Start with the most direct exhaustive search. That gives a correctness anchor before optimizing.
Pattern signal: Array · Greedy
[1,1,3,4] [4,4,1,1] 2
[1,1] [1,1] 2
house-robber)Source-backed implementations are provided below for direct study and interview prep.
// Accepted solution for LeetCode #2611: Mice and Cheese
class Solution {
public int miceAndCheese(int[] reward1, int[] reward2, int k) {
int n = reward1.length;
Integer[] idx = new Integer[n];
Arrays.setAll(idx, i -> i);
Arrays.sort(idx, (i, j) -> reward1[j] - reward2[j] - (reward1[i] - reward2[i]));
int ans = 0;
for (int i = 0; i < k; ++i) {
ans += reward1[idx[i]];
}
for (int i = k; i < n; ++i) {
ans += reward2[idx[i]];
}
return ans;
}
}
// Accepted solution for LeetCode #2611: Mice and Cheese
func miceAndCheese(reward1 []int, reward2 []int, k int) (ans int) {
n := len(reward1)
idx := make([]int, n)
for i := range idx {
idx[i] = i
}
sort.Slice(idx, func(i, j int) bool {
i, j = idx[i], idx[j]
return reward1[j]-reward2[j] < reward1[i]-reward2[i]
})
for i := 0; i < k; i++ {
ans += reward1[idx[i]]
}
for i := k; i < n; i++ {
ans += reward2[idx[i]]
}
return
}
# Accepted solution for LeetCode #2611: Mice and Cheese
class Solution:
def miceAndCheese(self, reward1: List[int], reward2: List[int], k: int) -> int:
n = len(reward1)
idx = sorted(range(n), key=lambda i: reward1[i] - reward2[i], reverse=True)
return sum(reward1[i] for i in idx[:k]) + sum(reward2[i] for i in idx[k:])
// Accepted solution for LeetCode #2611: Mice and Cheese
// Rust example auto-generated from java reference.
// Replace the signature and local types with the exact LeetCode harness for this problem.
impl Solution {
pub fn rust_example() {
// Port the logic from the reference block below.
}
}
// Reference (java):
// // Accepted solution for LeetCode #2611: Mice and Cheese
// class Solution {
// public int miceAndCheese(int[] reward1, int[] reward2, int k) {
// int n = reward1.length;
// Integer[] idx = new Integer[n];
// Arrays.setAll(idx, i -> i);
// Arrays.sort(idx, (i, j) -> reward1[j] - reward2[j] - (reward1[i] - reward2[i]));
// int ans = 0;
// for (int i = 0; i < k; ++i) {
// ans += reward1[idx[i]];
// }
// for (int i = k; i < n; ++i) {
// ans += reward2[idx[i]];
// }
// return ans;
// }
// }
// Accepted solution for LeetCode #2611: Mice and Cheese
function miceAndCheese(reward1: number[], reward2: number[], k: number): number {
const n = reward1.length;
const idx = Array.from({ length: n }, (_, i) => i);
idx.sort((i, j) => reward1[j] - reward2[j] - (reward1[i] - reward2[i]));
let ans = 0;
for (let i = 0; i < k; ++i) {
ans += reward1[idx[i]];
}
for (let i = k; i < n; ++i) {
ans += reward2[idx[i]];
}
return ans;
}
Use this to step through a reusable interview workflow for this problem.
Try every possible combination of choices.
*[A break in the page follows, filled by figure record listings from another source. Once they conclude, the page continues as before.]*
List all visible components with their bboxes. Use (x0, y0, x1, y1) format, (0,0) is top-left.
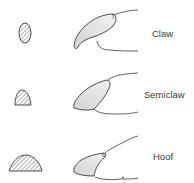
claw-label: Claw (152, 29, 173, 39)
claw-profile-drawing (74, 10, 138, 51)
semiclaw-cross-section (15, 90, 31, 105)
claw-row (19, 10, 138, 51)
hoof-row (9, 136, 138, 180)
claw-cross-section (19, 23, 31, 43)
semiclaw-row (15, 73, 138, 114)
hoof-profile-drawing (74, 136, 138, 180)
hoof-cross-section (9, 155, 42, 171)
semiclaw-profile-drawing (74, 73, 138, 114)
semiclaw-label: Semiclaw (144, 90, 185, 100)
hoof-label: Hoof (153, 152, 173, 162)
With n items each having two states (include/exclude), the search space is 2ⁿ. Evaluating each combination takes O(n), giving O(n × 2ⁿ). The recursion stack or subset storage uses O(n) space.
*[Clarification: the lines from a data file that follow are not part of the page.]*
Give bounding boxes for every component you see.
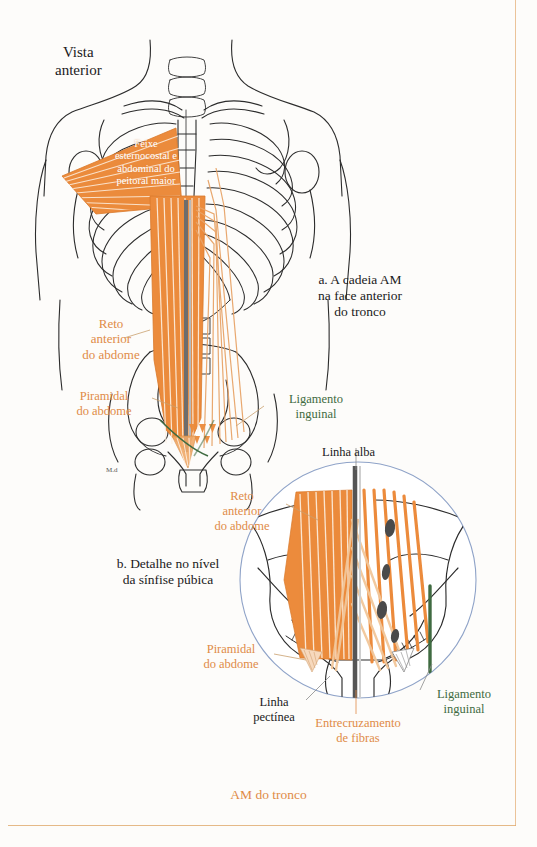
label-rectus-abdominis-b: Reto anterior do abdome [200,489,284,533]
caption-figure-a: a. A cadeia AM na face anterior do tronc… [300,272,420,320]
label-pectoralis-major: Feixe esternocostal e abdominal do peito… [92,138,200,188]
label-fiber-crossing: Entrecruzamento de fibras [303,716,413,746]
anatomy-plate-page: M.d [0,0,537,847]
page-rule-horizontal [8,825,516,826]
caption-figure-b: b. Detalhe no nível da sínfise púbica [84,556,252,588]
label-inguinal-ligament-b: Ligamento inguinal [422,687,506,717]
page-footer-caption: AM do tronco [0,787,537,803]
rectus-abdominis-muscle [150,196,205,452]
label-pectineal-line: Linha pectínea [243,695,305,725]
label-pyramidalis-a: Piramidal do abdome [58,389,150,419]
artist-monogram: M.d [106,466,118,474]
label-pyramidalis-b: Piramidal do abdome [190,642,272,672]
label-inguinal-ligament-a: Ligamento inguinal [270,392,362,422]
label-rectus-abdominis-a: Reto anterior do abdome [70,316,152,362]
page-rule-vertical [515,0,516,826]
label-linea-alba: Linha alba [322,445,375,460]
view-label-anterior: Vista anterior [55,44,102,79]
Greedy algorithms typically sort the input (O(n log n)) then make a single pass (O(n)). The sort dominates. If the input is already sorted or the greedy choice can be computed without sorting, time drops to O(n). Proving greedy correctness (exchange argument) is harder than the implementation.
Review these before coding to avoid predictable interview regressions.
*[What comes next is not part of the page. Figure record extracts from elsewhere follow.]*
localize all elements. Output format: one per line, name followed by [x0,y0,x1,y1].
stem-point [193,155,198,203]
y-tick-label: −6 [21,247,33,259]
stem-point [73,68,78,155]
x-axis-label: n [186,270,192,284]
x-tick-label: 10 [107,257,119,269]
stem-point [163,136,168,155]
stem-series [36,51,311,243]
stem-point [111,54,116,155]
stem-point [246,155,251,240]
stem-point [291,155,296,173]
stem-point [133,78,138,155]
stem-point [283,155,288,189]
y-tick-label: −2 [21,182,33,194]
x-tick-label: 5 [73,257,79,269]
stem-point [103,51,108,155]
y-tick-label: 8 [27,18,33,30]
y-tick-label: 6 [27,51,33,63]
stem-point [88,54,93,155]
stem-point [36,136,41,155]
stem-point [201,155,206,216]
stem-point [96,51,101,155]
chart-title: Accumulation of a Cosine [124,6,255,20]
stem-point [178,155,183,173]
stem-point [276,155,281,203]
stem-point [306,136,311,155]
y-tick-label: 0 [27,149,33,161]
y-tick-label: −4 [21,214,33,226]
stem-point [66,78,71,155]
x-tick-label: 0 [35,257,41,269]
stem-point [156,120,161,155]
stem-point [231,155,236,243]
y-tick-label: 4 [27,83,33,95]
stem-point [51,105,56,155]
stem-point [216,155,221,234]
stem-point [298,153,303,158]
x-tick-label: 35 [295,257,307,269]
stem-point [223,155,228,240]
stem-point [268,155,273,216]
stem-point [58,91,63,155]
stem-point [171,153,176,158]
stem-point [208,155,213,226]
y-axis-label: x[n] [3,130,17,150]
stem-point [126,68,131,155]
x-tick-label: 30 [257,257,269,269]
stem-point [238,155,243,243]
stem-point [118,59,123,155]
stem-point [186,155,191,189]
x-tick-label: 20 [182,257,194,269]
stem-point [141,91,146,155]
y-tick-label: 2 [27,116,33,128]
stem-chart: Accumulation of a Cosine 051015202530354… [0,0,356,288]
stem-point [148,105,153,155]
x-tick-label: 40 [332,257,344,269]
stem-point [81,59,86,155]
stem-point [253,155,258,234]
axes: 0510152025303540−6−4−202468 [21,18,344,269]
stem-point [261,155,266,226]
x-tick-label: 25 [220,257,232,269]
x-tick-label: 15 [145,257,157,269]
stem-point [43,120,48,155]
Wrong move: Loop endpoints miss first/last candidate.
Usually fails on: Fails on minimal arrays and exact-boundary answers.
Fix: Re-derive loops from inclusive/exclusive ranges before coding.
Wrong move: Locally optimal choices may fail globally.
Usually fails on: Counterexamples appear on crafted input orderings.
Fix: Verify with exchange argument or monotonic objective before committing.